Though the records contain pictures, copy none of them; repeat exactly the lines from the one with "Describe the element" to the end.

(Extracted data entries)
━━━

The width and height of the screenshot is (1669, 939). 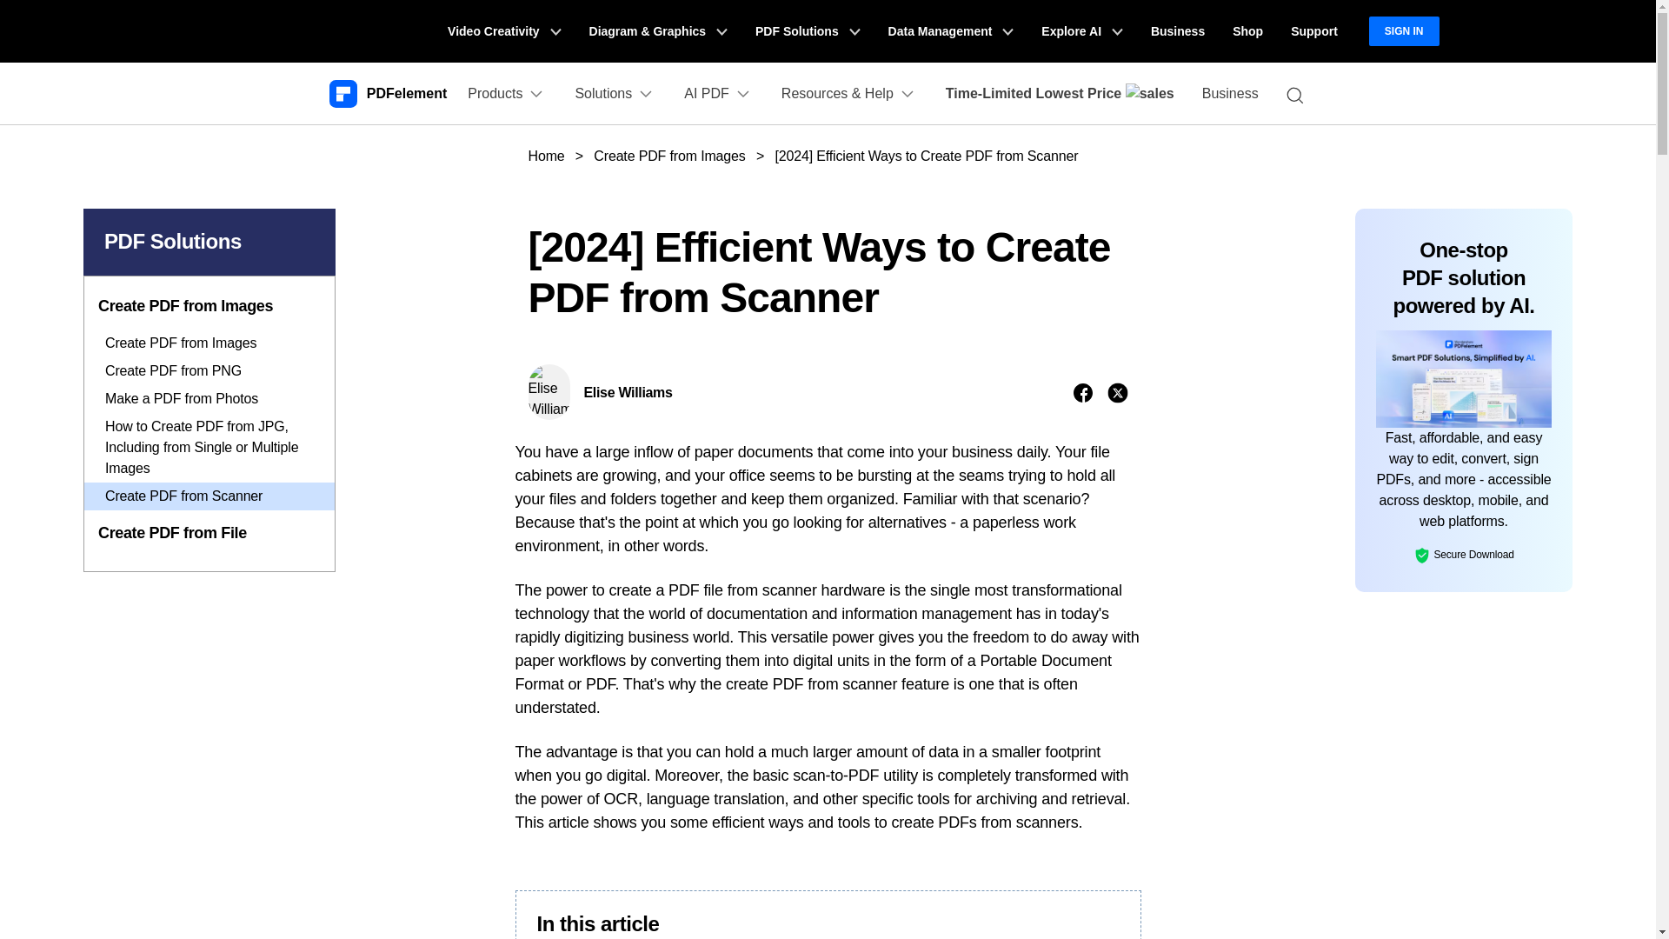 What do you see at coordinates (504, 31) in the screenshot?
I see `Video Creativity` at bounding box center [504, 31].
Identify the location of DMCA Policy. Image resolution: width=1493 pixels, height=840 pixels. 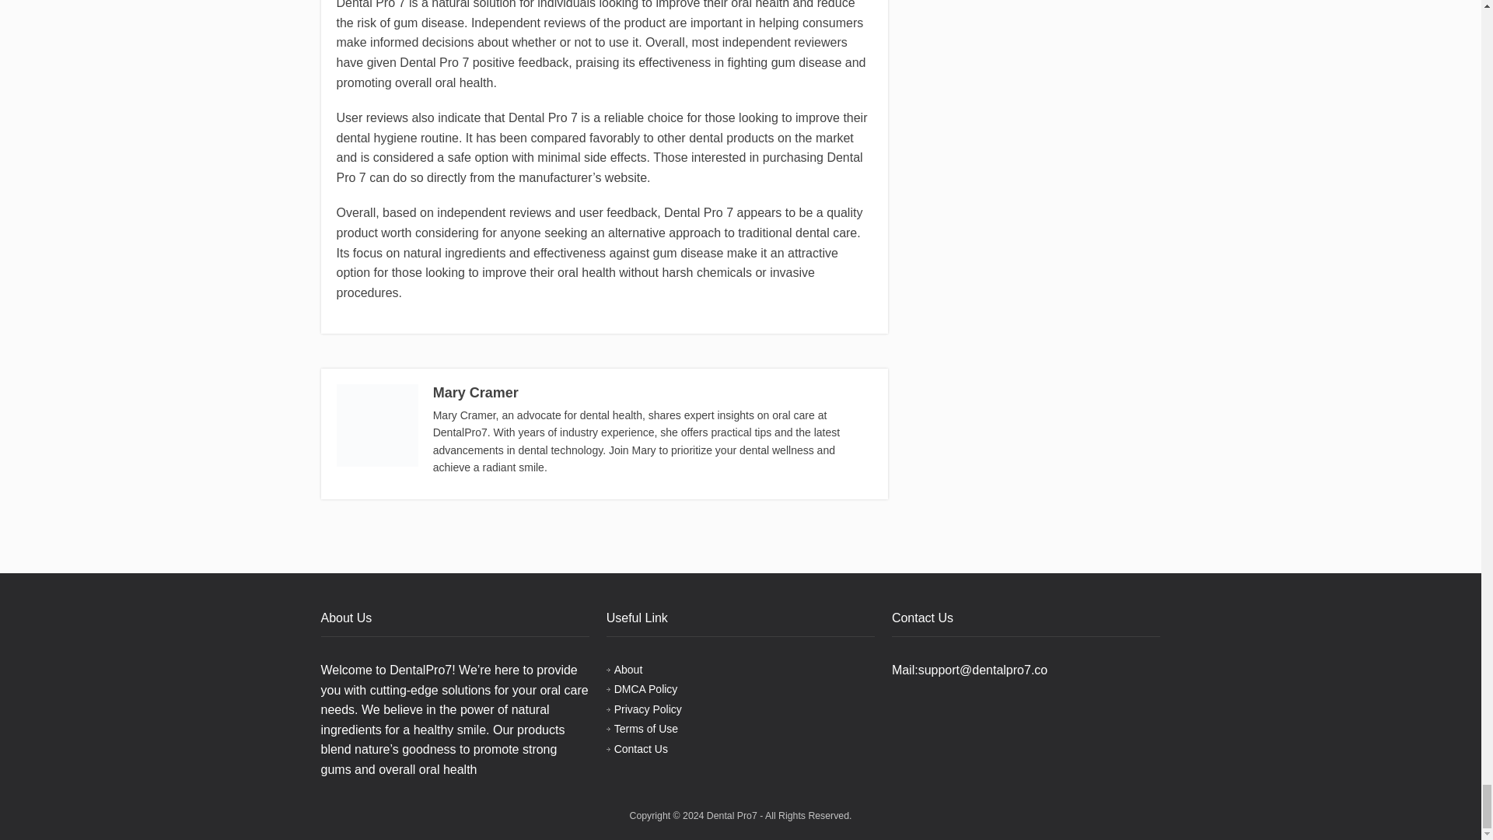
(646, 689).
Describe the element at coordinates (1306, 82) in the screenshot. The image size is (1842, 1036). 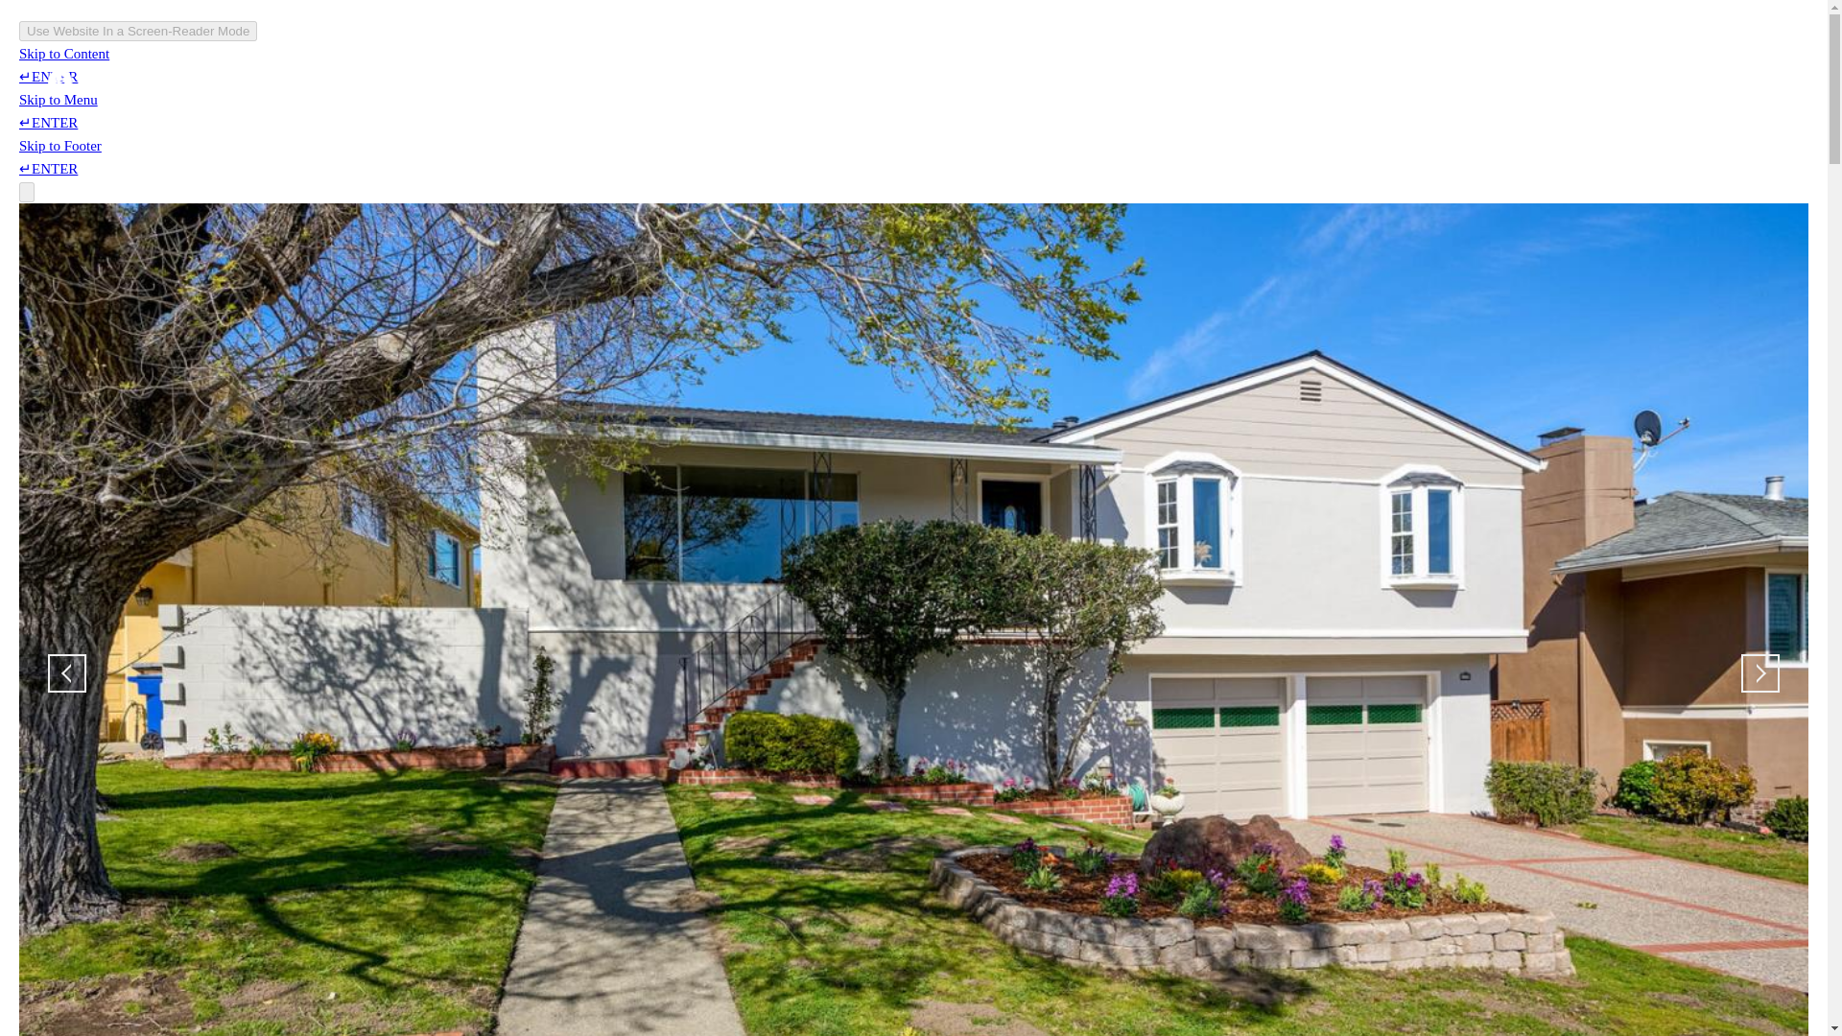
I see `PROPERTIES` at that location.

━━━

:: Answer section ::
Describe the element at coordinates (1306, 82) in the screenshot. The image size is (1842, 1036). 
I see `PROPERTIES` at that location.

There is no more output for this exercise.